Skip to content

In pursuit of lasting peace

Retired Camosun teacher wants Ottawa to create Department of Peace
78174oakbaySaulArbess3PSept1611
Saul Arbess hopes Canada will return to its role as a world leader in peacekeeping following the withdrawal of forces from Afghanistan.

When Canada started its pullout of Afghanistan this summer it opened a window of opportunity, a chance to return to its lost days as an international model of peacekeeping.

Wednesday (Sept. 21) is the International Day of Peace, as established by the United Nations in 1981. From where Dr. Saul Arbess sits, it’s also a chance for Canada to re-establish itself as a world leader in peacekeeping.

“A major study released this year said peace is practical, its pragmatic,” said Arbess, a retired cultural anthropologist living in Fairfield.

“This is the country that invented peacekeeping. We were leaders with 90,000 Canadian peacekeepers around the world. These are soldiers trained to promote cease-fire and resolutions to set the stage for diplomatic (negotiations). Now Canada has so few peacekeepers they could fit on a school bus.”

A McGill grad who ended his instructing career with 10 years at Camosun College, Arbess is a founding member of the campaign to establish a Canadian Department of Peace.

The initiative started in Victoria in 2003 and soon grew to Ottawa and other cities. Arbess also chairs the international Global Alliance for Ministries and Departments for Peace.

Currently, the big push for Arbess and his fellow volunteers is the reintroduction of Bill C-447, a proposition to establish a department of peace in the Canadian government. It would support a culture of peace and assert non-violence in Canada and the world.

In 2009, Bill C-447 was read in the House of Commons by New Democrat MP Bill Siksay (Burnaby-Douglas) and seconded by Liberal MP Jim Karygiannis (Scarborough-Agincourt). The next step for

Siksay was motion M-463 but a dissolved parliament ended his term.

“We knew (initially) it wouldn’t succeed in being passed but it brings tremendous awareness,” Arbess said.

In July Arbess received word that MP Alex Atamanenko (B.C. Southern Interior) is researching and redrafting Bill C-447 as a private member’s bill that could be read as soon as this fall.

September is a busy time for peace planners, as Arbess attends the Canadian Department of Peace’s annual general meeting of its 12 active chapters in Edmonton this weekend.

From Sept. 29 to Oct. 6 he’ll be in Cape Town, South Africa for a global departments of peace conference.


_Work item_
Please return every line below that contains the string "Nurse".

### Data supplied

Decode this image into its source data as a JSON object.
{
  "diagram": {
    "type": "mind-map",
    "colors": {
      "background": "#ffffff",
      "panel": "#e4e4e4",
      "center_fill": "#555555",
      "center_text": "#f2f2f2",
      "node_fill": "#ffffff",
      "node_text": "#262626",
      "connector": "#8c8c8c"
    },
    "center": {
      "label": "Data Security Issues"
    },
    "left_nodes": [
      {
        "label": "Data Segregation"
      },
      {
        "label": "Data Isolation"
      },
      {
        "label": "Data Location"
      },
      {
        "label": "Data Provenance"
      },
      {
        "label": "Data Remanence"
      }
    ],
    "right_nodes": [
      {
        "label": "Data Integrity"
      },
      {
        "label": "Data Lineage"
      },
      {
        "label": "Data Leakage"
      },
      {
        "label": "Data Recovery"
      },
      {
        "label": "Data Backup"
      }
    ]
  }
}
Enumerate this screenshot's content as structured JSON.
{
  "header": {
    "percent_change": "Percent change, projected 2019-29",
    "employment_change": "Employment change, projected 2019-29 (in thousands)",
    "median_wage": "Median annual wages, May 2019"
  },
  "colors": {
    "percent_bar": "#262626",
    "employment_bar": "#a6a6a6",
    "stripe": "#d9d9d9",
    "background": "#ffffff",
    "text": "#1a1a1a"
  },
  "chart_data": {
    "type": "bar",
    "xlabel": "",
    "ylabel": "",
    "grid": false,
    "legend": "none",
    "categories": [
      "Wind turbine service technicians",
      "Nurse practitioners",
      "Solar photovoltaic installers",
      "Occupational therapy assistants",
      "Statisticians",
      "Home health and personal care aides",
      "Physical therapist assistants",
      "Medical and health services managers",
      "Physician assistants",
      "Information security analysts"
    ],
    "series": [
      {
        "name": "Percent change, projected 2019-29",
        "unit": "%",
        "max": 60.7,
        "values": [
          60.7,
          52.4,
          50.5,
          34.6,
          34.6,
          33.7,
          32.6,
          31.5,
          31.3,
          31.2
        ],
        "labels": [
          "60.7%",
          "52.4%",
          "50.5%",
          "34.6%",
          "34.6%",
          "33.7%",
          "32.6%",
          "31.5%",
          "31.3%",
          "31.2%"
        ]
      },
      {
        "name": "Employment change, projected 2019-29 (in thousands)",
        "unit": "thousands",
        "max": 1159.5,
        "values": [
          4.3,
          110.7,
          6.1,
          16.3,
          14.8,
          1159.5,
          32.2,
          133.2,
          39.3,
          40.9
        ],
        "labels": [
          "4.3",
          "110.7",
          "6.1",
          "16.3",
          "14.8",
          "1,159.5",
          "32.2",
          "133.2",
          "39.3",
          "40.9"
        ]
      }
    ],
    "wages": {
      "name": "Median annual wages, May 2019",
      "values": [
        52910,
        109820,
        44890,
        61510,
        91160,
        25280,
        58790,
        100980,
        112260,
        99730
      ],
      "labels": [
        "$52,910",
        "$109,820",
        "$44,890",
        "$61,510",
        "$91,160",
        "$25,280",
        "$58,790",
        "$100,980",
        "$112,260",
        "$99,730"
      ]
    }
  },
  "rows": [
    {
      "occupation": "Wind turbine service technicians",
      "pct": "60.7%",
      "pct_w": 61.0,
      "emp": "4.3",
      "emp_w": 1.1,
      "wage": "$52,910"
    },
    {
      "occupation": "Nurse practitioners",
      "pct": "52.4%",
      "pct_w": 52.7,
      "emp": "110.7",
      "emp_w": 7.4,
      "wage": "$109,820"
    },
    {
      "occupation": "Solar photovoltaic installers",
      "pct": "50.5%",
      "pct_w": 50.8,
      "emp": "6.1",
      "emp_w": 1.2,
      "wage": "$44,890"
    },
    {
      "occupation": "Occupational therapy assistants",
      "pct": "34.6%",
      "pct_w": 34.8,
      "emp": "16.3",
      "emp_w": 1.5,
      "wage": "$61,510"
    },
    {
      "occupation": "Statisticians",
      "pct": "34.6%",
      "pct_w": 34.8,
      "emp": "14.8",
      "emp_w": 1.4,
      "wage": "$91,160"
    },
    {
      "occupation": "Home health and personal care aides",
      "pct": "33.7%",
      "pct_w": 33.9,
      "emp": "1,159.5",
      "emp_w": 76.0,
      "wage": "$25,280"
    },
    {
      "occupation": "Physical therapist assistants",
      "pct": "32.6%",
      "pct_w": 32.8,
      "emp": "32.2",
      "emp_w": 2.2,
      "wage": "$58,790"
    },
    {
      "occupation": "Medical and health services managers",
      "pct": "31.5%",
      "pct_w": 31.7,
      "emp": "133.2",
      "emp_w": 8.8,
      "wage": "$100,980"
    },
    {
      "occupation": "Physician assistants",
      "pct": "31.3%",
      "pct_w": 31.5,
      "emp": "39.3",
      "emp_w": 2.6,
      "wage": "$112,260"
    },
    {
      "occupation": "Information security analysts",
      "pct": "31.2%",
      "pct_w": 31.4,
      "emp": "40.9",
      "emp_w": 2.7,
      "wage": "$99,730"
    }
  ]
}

######

_Answer box_
      "Nurse practitioners",
      "occupation": "Nurse practitioners",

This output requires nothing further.